A search was under way for the suspects, national police spokesperson Athlenda Mathe said in a statement on Saturday.
The shooting took place on Friday night in the town of Lusikisiki in Eastern Cape province in southeastern South Africa.
Video released by police showed the shooting occurred at two houses in the same neighbourhood, which is a collection of rural homesteads on the outskirts of the town.
Twelve women and a man were killed in one house and three women and a man were killed in the other house, police said. Four women, one man and a two-month-old baby survived.
Local media reported that the people were attending a family gathering at the time of the shooting, but the motives for the killing remains unknown.
Police minister Senzo Mchunu told a media briefing on Saturday that a team of detectives and forensic experts had been deployed.

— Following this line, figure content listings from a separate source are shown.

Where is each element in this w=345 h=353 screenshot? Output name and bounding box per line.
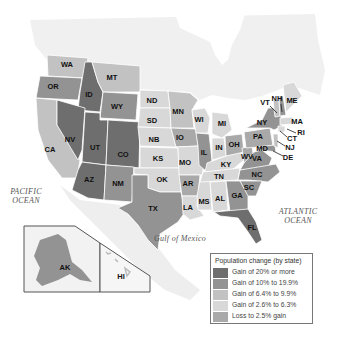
state-label-ok: OK (156, 176, 167, 184)
legend-label: Gain of 6.4% to 9.9% (232, 290, 296, 297)
pacific-line2: OCEAN (10, 196, 42, 205)
state-label-de: DE (283, 154, 293, 162)
state-label-fl: FL (247, 224, 256, 232)
state-label-ca: CA (45, 146, 56, 154)
state-label-md: MD (256, 145, 268, 153)
legend-item-gain-2-6: Gain of 2.6% to 6.3% (213, 300, 311, 311)
state-ut (82, 112, 108, 165)
state-label-il: IL (201, 149, 208, 157)
state-label-ut: UT (90, 144, 100, 152)
state-label-id: ID (85, 91, 93, 99)
state-label-la: LA (183, 204, 193, 212)
legend-swatch (213, 278, 228, 289)
state-label-mi: MI (218, 120, 226, 128)
legend-label: Gain of 20% or more (232, 268, 295, 275)
pacific-line1: PACIFIC (10, 187, 42, 196)
state-or (36, 76, 82, 100)
state-ct (278, 126, 285, 132)
state-label-va: VA (252, 155, 262, 163)
legend-item-loss-to-2-5: Loss to 2.5% gain (213, 311, 311, 322)
state-label-io: IO (176, 134, 184, 142)
state-label-ri: RI (297, 129, 305, 137)
state-label-sc: SC (244, 184, 254, 192)
state-label-nv: NV (65, 136, 75, 144)
ri-leader-line (287, 129, 296, 133)
state-label-wi: WI (194, 116, 203, 124)
pacific-ocean-label: PACIFIC OCEAN (10, 187, 42, 205)
legend-label: Gain of 10% to 19.9% (232, 279, 298, 286)
atlantic-ocean-label: ATLANTIC OCEAN (279, 207, 318, 225)
state-label-ms: MS (198, 198, 209, 206)
state-label-me: ME (286, 97, 297, 105)
legend-swatch (213, 267, 228, 278)
state-label-ny: NY (257, 119, 267, 127)
state-label-ar: AR (183, 180, 194, 188)
state-label-al: AL (215, 195, 225, 203)
atlantic-line1: ATLANTIC (279, 207, 318, 216)
legend-item-gain-6-9: Gain of 6.4% to 9.9% (213, 289, 311, 300)
state-label-mo: MO (179, 159, 191, 167)
state-label-ga: GA (231, 192, 242, 200)
state-label-ak: AK (60, 264, 71, 272)
legend-label: Gain of 2.6% to 6.3% (232, 301, 296, 308)
gulf-of-mexico-label: Gulf of Mexico (154, 234, 206, 243)
state-label-co: CO (117, 151, 128, 159)
state-label-sd: SD (147, 117, 157, 125)
legend-label: Loss to 2.5% gain (232, 312, 286, 319)
population-change-map: PACIFIC OCEAN ATLANTIC OCEAN Gulf of Mex… (0, 0, 345, 353)
state-label-mt: MT (107, 74, 118, 82)
state-label-nj: NJ (285, 144, 295, 152)
state-label-tn: TN (214, 173, 224, 181)
state-label-ma: MA (291, 118, 303, 126)
state-label-ky: KY (221, 161, 231, 169)
state-label-nc: NC (252, 171, 263, 179)
state-label-ks: KS (153, 155, 163, 163)
legend-title: Population change (by state) (215, 257, 302, 264)
state-label-nm: NM (112, 180, 124, 188)
atlantic-line2: OCEAN (279, 216, 318, 225)
state-label-wy: WY (111, 103, 123, 111)
state-label-nh: NH (272, 95, 283, 103)
state-co (106, 120, 140, 168)
state-label-nd: ND (147, 97, 158, 105)
state-label-hi: HI (117, 273, 125, 281)
legend: Population change (by state) Gain of 20%… (210, 253, 313, 324)
legend-swatch (213, 311, 228, 322)
legend-item-gain-10-19: Gain of 10% to 19.9% (213, 278, 311, 289)
state-label-or: OR (47, 83, 58, 91)
state-label-az: AZ (84, 176, 94, 184)
legend-swatch (213, 289, 228, 300)
state-label-in: IN (215, 144, 223, 152)
state-label-pa: PA (253, 133, 263, 141)
state-label-mn: MN (172, 108, 184, 116)
state-label-nb: NB (149, 136, 160, 144)
state-label-oh: OH (228, 141, 239, 149)
legend-swatch (213, 300, 228, 311)
state-label-vt: VT (260, 99, 270, 107)
state-label-wa: WA (61, 61, 73, 69)
state-label-tx: TX (148, 205, 158, 213)
legend-item-gain-20-plus: Gain of 20% or more (213, 267, 311, 278)
state-label-ct: CT (287, 135, 297, 143)
de-leader-line (273, 151, 283, 156)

“We have full faith and confidence in the team that has been deployed to crack this case and find these criminals. Either they hand themselves over or we will fetch them ourselves,” Mchunu said.
“We do not know the motive” and “we do not know if there is one or several suspects on the run”, national police chief Fannie Masemola said on SABC public television.
South Africa, a country of 62 million, recorded 12,734 homicides in the first six months of this year, according to official crime statistics from the police. That is an average of more than 70 a day. Firearms are by far the biggest cause of death in those cases.
Mass shootings have also become increasingly common in recent years, sometimes targeting people in their homes. Ten members of the same family, including seven women and a 13-year-old boy, were killed in a mass shooting at their home in the neighbouring KwaZulu-Natal province in April 2023.
Firearm laws are reasonably strict in South Africa, but authorities have often pointed to the large number of illegal, unregistered guns in circulation as a major problem.